Southwest Washington, Urban Renewal Area, Bounded by Independence Avenue, Washington Avenue, South Capitol Street, Canal Street, P Street, Maine Avenue & Washington Channel, Fourteenth Street, D Street, & Twelfth Street, Washington, District of Columbia, DC
Summary
Significance: Southwest Washington, D.C., was the site of one of the earliest urban renewal efforts in the United States, and the first such renewal effort in the Nation's Capitol. While not the largest urban renewal project ever pursued in the District, it was the city's only full-scale and most comprehensive attempt to redevelop an entire neighborhood. ... Despite the national and international significance of the practices and site, as well as the prominence of the architects and planners involved, the realized New Southwest did not live up to the grand vision its developers had in mind. Consequently, today, many of the hallmark sites of the urban renewal plan - including L'Enfant Plaza, the Waterside Mall, and the waterfront - are marked for redevelopment. These plans, along with other smaller-scale developer initiatives, threaten to significantly alter, or even destroy, some of the urban renewal era buildings and sites. However, at the same time, they also offer hope of remedying some of the failures of urban renewal planning and execution and of improving the neighborhood's shortcomings for today's residents, workers, and visitors.
Unprocessed Field note material exists for this structure: N993
Survey number: HABS DC-856
Building/structure dates: 1945-1973 Initial Construction
The Bauhaus was influenced by 19th and early-20th-century artistic directions such as the Arts and Crafts movement, as well as Art Nouveau and its many international incarnations, including the Jugendstil and Vienna Secession. In the Weimar Republic, a renewed liberal spirit allowed an upsurge of radical experimentation in all the arts. The most important influence on Bauhaus was modernism, a movement whose origins lay as early as the 1880s. After World War Germans of left-wing views were influenced by the cultural experimentation that followed the Russian Revolution, such as constructivism. The Bauhaus style, however, also known as the International Style, was marked by harmony between the function of an object or a building and its design. Bauhaus is characterized by simplified forms, rationality, and functionality, and the idea that mass production was reconcilable with the individual artistic spirit.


**WHAT THE TASK ASKS:** Where a picture occurs in the data, omit it, and copy all remaining data exactly.
RECORDS SUPPLIED START
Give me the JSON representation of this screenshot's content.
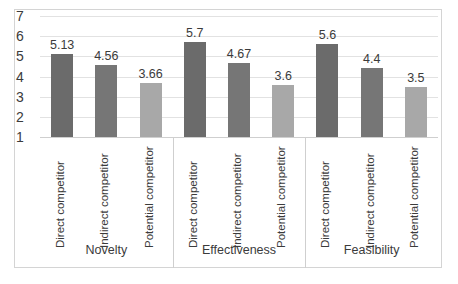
{
  "chart_data": {
    "type": "bar",
    "title": "",
    "subtitle": "",
    "xlabel": "",
    "ylabel": "",
    "ylim": [
      1,
      7
    ],
    "yticks": [
      "7",
      "6",
      "5",
      "4",
      "3",
      "2",
      "1"
    ],
    "grid": true,
    "legend": "none",
    "categories": [
      "Novelty",
      "Effectiveness",
      "Feasibility"
    ],
    "series_names": [
      "Direct competitor",
      "Indirect competitor",
      "Potential competitor"
    ],
    "groups": [
      {
        "category": "Novelty",
        "bars": [
          {
            "series": "Direct competitor",
            "value": 5.13,
            "label": "5.13",
            "color": "#6b6b6b"
          },
          {
            "series": "Indirect competitor",
            "value": 4.56,
            "label": "4.56",
            "color": "#767676"
          },
          {
            "series": "Potential competitor",
            "value": 3.66,
            "label": "3.66",
            "color": "#a8a8a8"
          }
        ]
      },
      {
        "category": "Effectiveness",
        "bars": [
          {
            "series": "Direct competitor",
            "value": 5.7,
            "label": "5.7",
            "color": "#6b6b6b"
          },
          {
            "series": "Indirect competitor",
            "value": 4.67,
            "label": "4.67",
            "color": "#767676"
          },
          {
            "series": "Potential competitor",
            "value": 3.6,
            "label": "3.6",
            "color": "#a8a8a8"
          }
        ]
      },
      {
        "category": "Feasibility",
        "bars": [
          {
            "series": "Direct competitor",
            "value": 5.6,
            "label": "5.6",
            "color": "#6b6b6b"
          },
          {
            "series": "Indirect competitor",
            "value": 4.4,
            "label": "4.4",
            "color": "#767676"
          },
          {
            "series": "Potential competitor",
            "value": 3.5,
            "label": "3.5",
            "color": "#a8a8a8"
          }
        ]
      }
    ],
    "colors": {
      "bar_direct": "#6b6b6b",
      "bar_indirect": "#767676",
      "bar_potential": "#a8a8a8",
      "gridline": "#e2e2e2",
      "frame": "#d4d4d4",
      "text": "#3b3b3b",
      "background": "#ffffff"
    }
  }
}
RECORDS SUPPLIED END
**ANSWER BELOW:**
Give me the JSON representation of this screenshot's content.
{
  "chart_data": {
    "type": "bar",
    "title": "",
    "subtitle": "",
    "xlabel": "",
    "ylabel": "",
    "ylim": [
      1,
      7
    ],
    "yticks": [
      "7",
      "6",
      "5",
      "4",
      "3",
      "2",
      "1"
    ],
    "grid": true,
    "legend": "none",
    "categories": [
      "Novelty",
      "Effectiveness",
      "Feasibility"
    ],
    "series_names": [
      "Direct competitor",
      "Indirect competitor",
      "Potential competitor"
    ],
    "groups": [
      {
        "category": "Novelty",
        "bars": [
          {
            "series": "Direct competitor",
            "value": 5.13,
            "label": "5.13",
            "color": "#6b6b6b"
          },
          {
            "series": "Indirect competitor",
            "value": 4.56,
            "label": "4.56",
            "color": "#767676"
          },
          {
            "series": "Potential competitor",
            "value": 3.66,
            "label": "3.66",
            "color": "#a8a8a8"
          }
        ]
      },
      {
        "category": "Effectiveness",
        "bars": [
          {
            "series": "Direct competitor",
            "value": 5.7,
            "label": "5.7",
            "color": "#6b6b6b"
          },
          {
            "series": "Indirect competitor",
            "value": 4.67,
            "label": "4.67",
            "color": "#767676"
          },
          {
            "series": "Potential competitor",
            "value": 3.6,
            "label": "3.6",
            "color": "#a8a8a8"
          }
        ]
      },
      {
        "category": "Feasibility",
        "bars": [
          {
            "series": "Direct competitor",
            "value": 5.6,
            "label": "5.6",
            "color": "#6b6b6b"
          },
          {
            "series": "Indirect competitor",
            "value": 4.4,
            "label": "4.4",
            "color": "#767676"
          },
          {
            "series": "Potential competitor",
            "value": 3.5,
            "label": "3.5",
            "color": "#a8a8a8"
          }
        ]
      }
    ],
    "colors": {
      "bar_direct": "#6b6b6b",
      "bar_indirect": "#767676",
      "bar_potential": "#a8a8a8",
      "gridline": "#e2e2e2",
      "frame": "#d4d4d4",
      "text": "#3b3b3b",
      "background": "#ffffff"
    }
  }
}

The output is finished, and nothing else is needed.